Emancipation from what? To listen to some atheists, they want to free themselves from the shackles of religion in order to practice virtue. “In a world where God is no longer present,” Santiago Zabala writes in The Future of Religion, man is now free “to actively practice solidarity, charity, and irony.” What admirable motives! The only problem is that you don’t have to get rid of religion to be charitable in the name of human brotherhood. As Francis of Assisi or Mother Teresa could have told Zabala, charity and human kinship are two of Christianity’s central themes.

It is time to look more honestly and critically at the real motives behind modern atheism. These are often different and more interesting than the surface motives usually given by or ascribed to atheist figures. It is widely believed, for example, that Darwin lost his faith when he discovered that natural selection, not God, was responsible for the evolution of life forms. But Darwin himself says he lost his faith because he could not endure the Christian notion of eternal damnation. We also learn from his writings that Darwin suffered terribly from the loss of his ten-year-old daughter, Annie. One gets the powerful sense that he could not forgive God. Atheism, in some cases, is a form of revenge.

These are powerful motives for unbelief, but they are not the main motive. We have to probe deeper, and one way to do it is to go back in history, all the way back to the ancient philosophers Epicurus, Democritus, and Lucretius. My account of this is indebted to Ben Wiker’s marvelous book Moral Darwinism.” Epicurus is mainly known today as a hedonist, and he was. But like Lucretius and Democritus, he was also a materialist. All three of these pre-Socratic thinkers believed that material reality is all there is. Lucretius and Democritus even suggested that man is made up wholly-of atoms, an uncanny foreshadowing of modern physics. At the time that the pre-Socratics wrote, however, there was no scientific evidence to back up any of their mechanistic claims about the natural world. Why then were they so attracted to teachings that were completely without empirical basis?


:: Directions ::
Tally every line in the listing that holds the string "Mental", then state the total and nothing more.

:: Data supplied ::
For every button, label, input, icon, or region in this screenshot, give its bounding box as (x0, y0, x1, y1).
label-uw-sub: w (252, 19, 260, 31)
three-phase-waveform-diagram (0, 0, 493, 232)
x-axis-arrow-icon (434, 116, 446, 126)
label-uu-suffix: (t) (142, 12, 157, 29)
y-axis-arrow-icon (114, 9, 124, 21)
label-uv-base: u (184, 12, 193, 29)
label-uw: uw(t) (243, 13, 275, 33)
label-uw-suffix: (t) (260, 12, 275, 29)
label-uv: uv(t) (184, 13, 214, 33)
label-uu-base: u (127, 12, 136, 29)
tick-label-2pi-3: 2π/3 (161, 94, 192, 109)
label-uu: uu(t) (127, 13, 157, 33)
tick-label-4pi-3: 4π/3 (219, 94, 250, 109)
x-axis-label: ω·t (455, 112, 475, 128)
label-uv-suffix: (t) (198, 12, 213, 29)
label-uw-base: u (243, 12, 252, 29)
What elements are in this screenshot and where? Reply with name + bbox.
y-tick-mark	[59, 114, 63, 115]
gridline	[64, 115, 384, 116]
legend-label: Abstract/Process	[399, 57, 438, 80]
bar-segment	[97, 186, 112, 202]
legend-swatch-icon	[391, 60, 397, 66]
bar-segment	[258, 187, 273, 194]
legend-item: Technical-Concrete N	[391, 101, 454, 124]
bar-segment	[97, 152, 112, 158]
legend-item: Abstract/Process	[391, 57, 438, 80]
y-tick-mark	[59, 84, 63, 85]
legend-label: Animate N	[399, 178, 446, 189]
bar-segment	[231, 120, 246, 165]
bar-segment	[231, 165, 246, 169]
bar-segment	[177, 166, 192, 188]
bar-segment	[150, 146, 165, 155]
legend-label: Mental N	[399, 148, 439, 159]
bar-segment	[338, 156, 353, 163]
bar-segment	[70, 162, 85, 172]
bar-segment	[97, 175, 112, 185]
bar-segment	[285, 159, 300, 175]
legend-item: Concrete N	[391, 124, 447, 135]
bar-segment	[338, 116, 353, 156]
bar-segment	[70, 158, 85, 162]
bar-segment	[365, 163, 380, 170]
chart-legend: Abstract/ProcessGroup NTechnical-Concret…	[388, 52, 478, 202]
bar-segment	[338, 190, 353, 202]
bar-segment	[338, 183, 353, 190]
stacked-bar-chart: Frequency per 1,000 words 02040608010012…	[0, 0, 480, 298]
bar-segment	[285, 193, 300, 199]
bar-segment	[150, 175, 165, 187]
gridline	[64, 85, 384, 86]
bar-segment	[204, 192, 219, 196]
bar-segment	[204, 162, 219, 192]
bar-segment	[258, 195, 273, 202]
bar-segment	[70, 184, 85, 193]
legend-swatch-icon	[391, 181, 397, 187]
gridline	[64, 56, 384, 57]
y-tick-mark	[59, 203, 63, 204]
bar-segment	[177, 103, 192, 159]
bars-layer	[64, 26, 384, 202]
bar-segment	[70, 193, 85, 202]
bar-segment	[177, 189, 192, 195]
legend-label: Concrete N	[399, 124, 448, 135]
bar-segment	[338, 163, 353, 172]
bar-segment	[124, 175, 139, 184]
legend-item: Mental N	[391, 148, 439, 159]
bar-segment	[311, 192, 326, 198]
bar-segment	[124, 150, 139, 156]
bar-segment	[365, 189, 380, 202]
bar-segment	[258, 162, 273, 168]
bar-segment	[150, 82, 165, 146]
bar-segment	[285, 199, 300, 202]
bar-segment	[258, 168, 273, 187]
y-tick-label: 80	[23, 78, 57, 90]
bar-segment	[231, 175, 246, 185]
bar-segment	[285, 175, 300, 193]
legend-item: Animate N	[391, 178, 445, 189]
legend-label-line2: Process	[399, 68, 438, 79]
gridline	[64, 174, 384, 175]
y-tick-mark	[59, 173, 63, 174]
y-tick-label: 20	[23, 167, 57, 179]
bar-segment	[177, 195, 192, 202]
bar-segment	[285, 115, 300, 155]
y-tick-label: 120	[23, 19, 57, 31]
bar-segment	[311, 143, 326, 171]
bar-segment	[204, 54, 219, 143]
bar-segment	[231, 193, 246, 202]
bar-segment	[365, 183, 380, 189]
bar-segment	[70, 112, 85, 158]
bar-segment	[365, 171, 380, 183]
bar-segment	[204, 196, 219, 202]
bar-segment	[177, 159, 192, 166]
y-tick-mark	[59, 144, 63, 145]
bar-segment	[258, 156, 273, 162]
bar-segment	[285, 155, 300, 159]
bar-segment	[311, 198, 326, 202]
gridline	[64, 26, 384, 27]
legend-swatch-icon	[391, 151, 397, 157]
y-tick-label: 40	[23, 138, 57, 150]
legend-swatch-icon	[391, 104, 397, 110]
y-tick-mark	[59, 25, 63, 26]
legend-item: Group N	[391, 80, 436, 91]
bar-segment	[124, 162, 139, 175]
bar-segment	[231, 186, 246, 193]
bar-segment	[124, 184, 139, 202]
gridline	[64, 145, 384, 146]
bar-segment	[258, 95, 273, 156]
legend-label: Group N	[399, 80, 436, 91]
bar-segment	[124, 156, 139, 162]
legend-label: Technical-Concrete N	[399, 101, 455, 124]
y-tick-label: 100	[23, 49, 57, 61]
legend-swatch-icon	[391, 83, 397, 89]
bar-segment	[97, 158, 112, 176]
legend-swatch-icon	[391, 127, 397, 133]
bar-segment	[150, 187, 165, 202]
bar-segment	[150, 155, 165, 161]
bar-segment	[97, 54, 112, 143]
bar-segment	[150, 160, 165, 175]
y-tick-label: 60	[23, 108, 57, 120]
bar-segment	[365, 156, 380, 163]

:: Response to this task ::
2